The goal is complete nicotine freedom, not habit management or dose reduction. Which means the insulin resistance that nicotine drives has the genuine opportunity to begin reversing.
If your health is the reason you want to quit, whether it is a diabetes diagnosis, a family history, or simply a growing awareness of what smoking is doing to your body, there is no better time to act than now. You can see what the cost of continuing adds up to here .
Frequently Asked Questions
Does smoking directly cause type 2 diabetes?
Yes. The Australian Government Department of Health lists smoking as a direct cause of type 2 diabetes. The risk increases with the number of cigarettes smoked daily and the number of years a person has smoked. The primary mechanism is increased insulin resistance.
How does smoking raise diabetes risk?
Smoking increases insulin resistance, meaning the body’s cells stop responding effectively to insulin. The pancreas compensates by producing more insulin, but over time it cannot keep up, blood sugar levels rise, and type 2 diabetes can develop. Nicotine is a central driver of this process.
Does quitting smoking reduce diabetes risk?
Yes. Quitting smoking allows insulin sensitivity to improve over time. For people already living with diabetes, quitting also significantly reduces the risk of associated complications including cardiovascular disease, kidney disease and nerve damage.
Is vaping safer than smoking for diabetes risk?
The evidence does not support vaping as a safe alternative in terms of diabetes risk. Emerging research suggests e-cigarettes can influence blood glucose levels and contribute to pre-diabetes. Nicotine, present in most vaping products, remains a driver of insulin resistance regardless of the delivery method.
Important Note
Individual results may vary.
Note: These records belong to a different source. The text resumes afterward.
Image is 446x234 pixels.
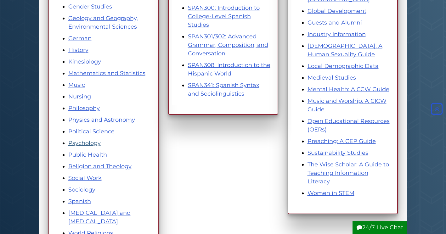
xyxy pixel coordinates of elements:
a: Local Demographic Data [307,63,378,70]
a: Spanish [68,198,91,205]
a: Philosophy [68,105,100,112]
a: Preaching: A CEP Guide [307,138,376,145]
a: Psychology [68,140,101,147]
a: SPAN308: Introduction to the Hispanic World [188,62,270,77]
a: Nursing [68,93,91,100]
a: SPAN301/302: Advanced Grammar, Composition, and Conversation [188,33,268,57]
a: Global Development [307,8,366,14]
a: Women in STEM [307,190,354,197]
a: Public Health [68,151,107,158]
a: Guests and Alumni [307,19,362,26]
a: Social Work [68,175,102,181]
a: Medieval Studies [307,74,356,81]
a: [DEMOGRAPHIC_DATA]: A Human Sexuality Guide [307,42,382,58]
a: [MEDICAL_DATA] and [MEDICAL_DATA] [68,209,131,225]
a: History [68,47,88,53]
a: Religion and Theology [68,163,131,170]
a: Physics and Astronomy [68,116,135,123]
a: Gender Studies [68,3,112,10]
a: Geology and Geography, Environmental Sciences [68,15,138,30]
a: Mental Health: A CCW Guide [307,86,389,93]
a: Sociology [68,186,95,193]
button: 24/7 Live Chat [352,221,407,234]
a: The Wise Scholar: A Guide to Teaching Information Literacy [307,161,389,185]
a: Open Educational Resources (OERs) [307,118,389,133]
a: SPAN341: Spanish Syntax and Sociolinguistics [188,82,259,97]
a: Industry Information [307,31,365,38]
a: Sustainability Studies [307,149,368,156]
a: Back to Top [429,106,444,113]
a: Political Science [68,128,114,135]
a: SPAN300: Introduction to College-Level Spanish Studies [188,4,259,28]
a: Music and Worship: A CICW Guide [307,98,386,113]
a: Mathematics and Statistics [68,70,145,77]
a: German [68,35,92,42]
a: Music [68,81,85,88]
a: Kinesiology [68,58,101,65]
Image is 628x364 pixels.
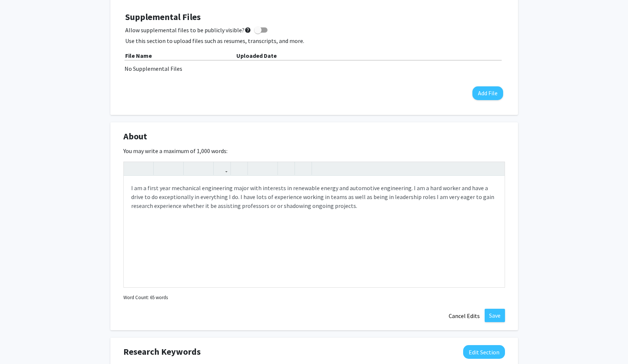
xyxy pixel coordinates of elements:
button: Emphasis (Ctrl + I) [169,162,181,175]
button: Redo (Ctrl + Y) [138,162,152,175]
button: Fullscreen [490,162,503,175]
label: You may write a maximum of 1,000 words: [124,146,227,155]
b: Uploaded Date [236,52,277,59]
button: Strong (Ctrl + B) [156,162,169,175]
span: About [124,130,147,143]
button: Insert horizontal rule [297,162,310,175]
button: Insert Image [233,162,246,175]
h4: Supplemental Files [125,12,503,23]
button: Link [216,162,228,175]
b: File Name [125,52,152,59]
div: Note to users with screen readers: Please deactivate our accessibility plugin for this page as it... [124,176,505,287]
button: Subscript [199,162,212,175]
button: Undo (Ctrl + Z) [126,162,138,175]
small: Word Count: 65 words [124,294,168,301]
span: Research Keywords [124,345,201,359]
button: Save [485,309,505,322]
div: No Supplemental Files [125,64,504,73]
button: Remove format [280,162,293,175]
mat-icon: help [245,26,251,35]
button: Add File [472,87,503,100]
iframe: Chat [5,330,32,359]
p: Use this section to upload files such as resumes, transcripts, and more. [125,36,503,45]
button: Superscript [185,162,199,175]
span: Allow supplemental files to be publicly visible? [125,26,251,35]
button: Ordered list [263,162,276,175]
button: Unordered list [250,162,263,175]
button: Edit Research Keywords [463,345,505,359]
button: Cancel Edits [444,309,485,323]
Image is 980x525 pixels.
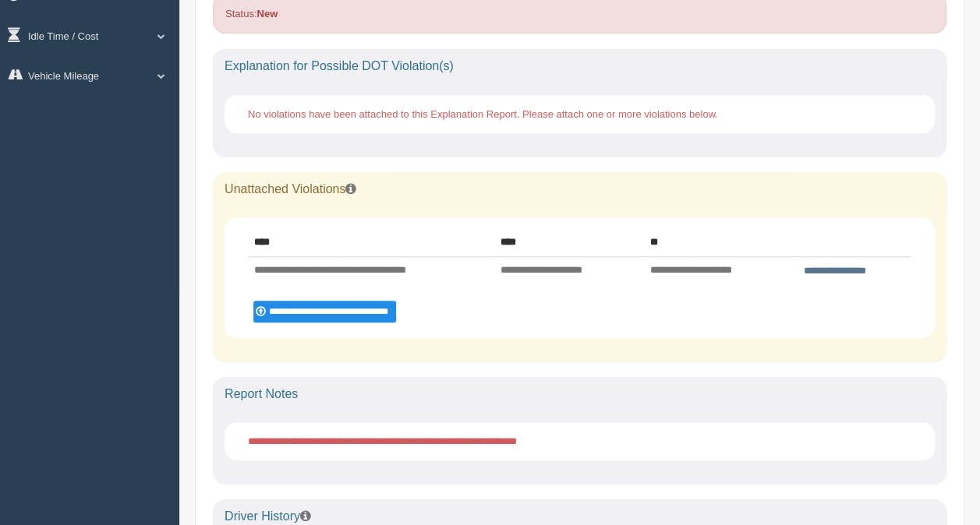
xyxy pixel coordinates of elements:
[213,172,946,206] div: Unattached Violations
[257,8,278,19] strong: New
[248,109,718,120] span: No violations have been attached to this Explanation Report. Please attach one or more violations...
[213,377,946,411] div: Report Notes
[213,49,946,83] div: Explanation for Possible DOT Violation(s)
Hypnotherapy may be most effective when you are genuinely ready to quit smoking. Success depends on your mindset, readiness, and commitment to change. Hypnotherapy is not a substitute for medical advice. If you have concerns about your blood sugar, diabetes risk or general health, please consult your GP or a qualified healthcare professional. Always consult with your healthcare provider before changing or stopping any prescribed treatment, including smoking cessation medication. The 95% success rate cited on this website is based on Breathe Hypnotherapy’s documented client outcomes.